Larry didn’t meet her eyes. “I was coming off my shift. The night shift isn’t easy, but it lets me watch all my shows. I hear they have something that solves this problem now—you can watch when the show isn’t even on …”
The man gave no sign of stopping, let alone proffering the information she needed. Liz understood the hotel staff’s compunctions. She wondered how questioning could possibly have gone for the police.
“My husband,” she prompted.
Larry looked up, lip puckered so that his wispy mustache drew down. “Oh yes,” he said. “I thought it was strange because children aren’t usually up so late. I don’t have any children of my own—I was never even married—not because I wouldn’t have liked to be, but because I never met anyone. Not that I didn’t meet
anyone
, of course, just not the right—”
Liz’s exhalation of breath must’ve been louder than she intended.
“But that’s another story,” Larry said with apparent effort. “What I meant to say is that it jumped out at me how sleepy those children looked and I also wondered why they were being taken outside through the side exit. Instead of through the automatic doors in front, I mean. I would’ve used the front ones myself, except that I was coming back from my last cigarette break and they don’t like guests to see us smoking near the entrance.”
His pause didn’t give Liz time to interject.
“I know how unhealthy cigarettes are for you, but I don’t have many bad habits. Well, sitting too close to the television and—”
Liz was starting to feel a little desperate. The coffee sizzled in her veins and she had the urge to grab Larry’s thin arms and give them a shake.
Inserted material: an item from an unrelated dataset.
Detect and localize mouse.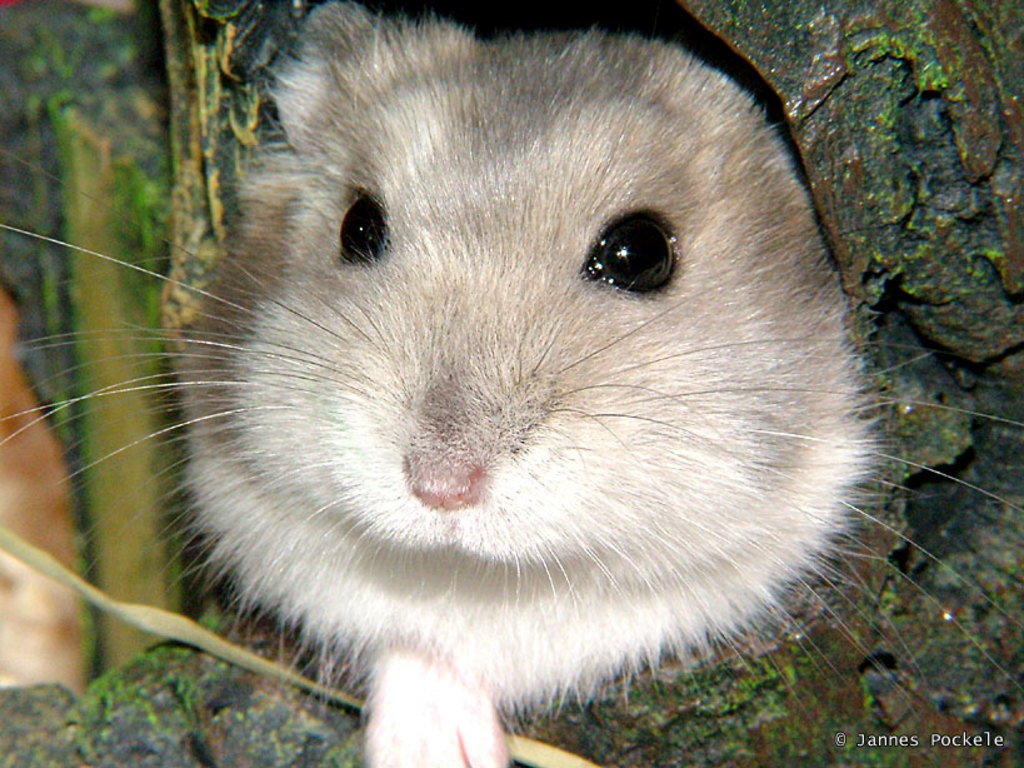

She might’ve done it, except that she suspected the act would only provide him more to chatter about.
She settled for speaking over him. “Mr. Arnold! Can you tell me anything else you saw? After my husband walked the kids out. Did you follow them to the parking lot?”
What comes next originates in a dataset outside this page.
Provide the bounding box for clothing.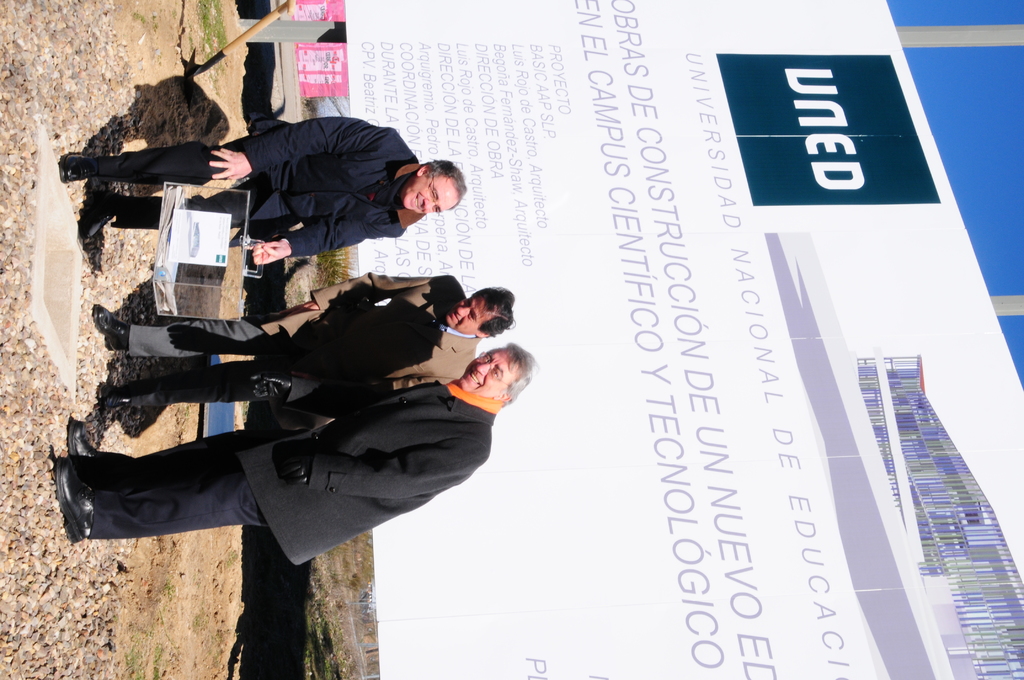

He stared at her blankly for enough time that his silence registered as alien.
“I might have,” Larry said. “I might’ve done that, but only to ask if they needed any help. That’s what I figured, you see. That they’d forgotten something in the car and were going out to get it. Maybe the man didn’t want to leave the children alone in the room. Who knows what can happen these days, right?”
Oh yes
, Liz thought with more than a shard of hysteria.
Anything can happen these days
.
“And it certainly would be my job to help them with their things, assuming they wanted help. That’s what a customer associate does, you know, among other tasks, but you never want to be intrusive, people get annoyed—”
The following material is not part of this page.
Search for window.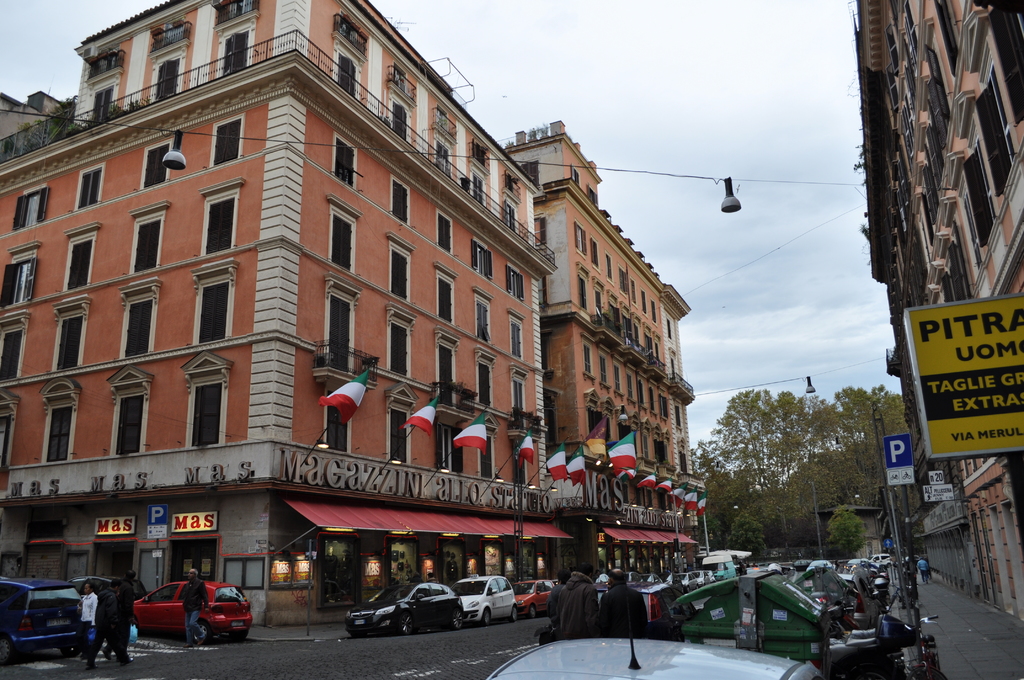
Found at Rect(630, 277, 636, 304).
Again, Liz spoke loudly, trying to come up with a question that would corral the man, get him to stay on point. “But you didn’t? Ask them if they needed help?”
“No,” he said. “I assumed that was what the other person was there for.”
Charges ignited all over Liz’s body. She looked down at her skin. “Other person? Do you mean a woman?” Thinking,
You pathetic cliché. An affair? That’s what this is all about?
And then,
Who the hell do you have caring for my kids?
But Larry was shaking his head, and when he spoke, the information she needed came out before his slipstream of associated thoughts.
“No, not a woman. A man.”
CHAPTER TWENTY
L
arry Arnold’s description of the man was too generic to mean anything. Tall, dark-haired. She wondered if the police had done anything with it despite knowing this could all be chalked up to a domestic dispute.
The two words were a hiss in her mind.
Domestic dispute
. How meaningless—utterly lacking in descriptive power—they were compared to the disaster that had befallen her.
It registered vaguely that Larry was talking again, and had been for some time.
“… better be getting home.”
Liz blinked away a scrim of tears. “Yes. Thank you. I’m sorry I disturbed you on your day off.”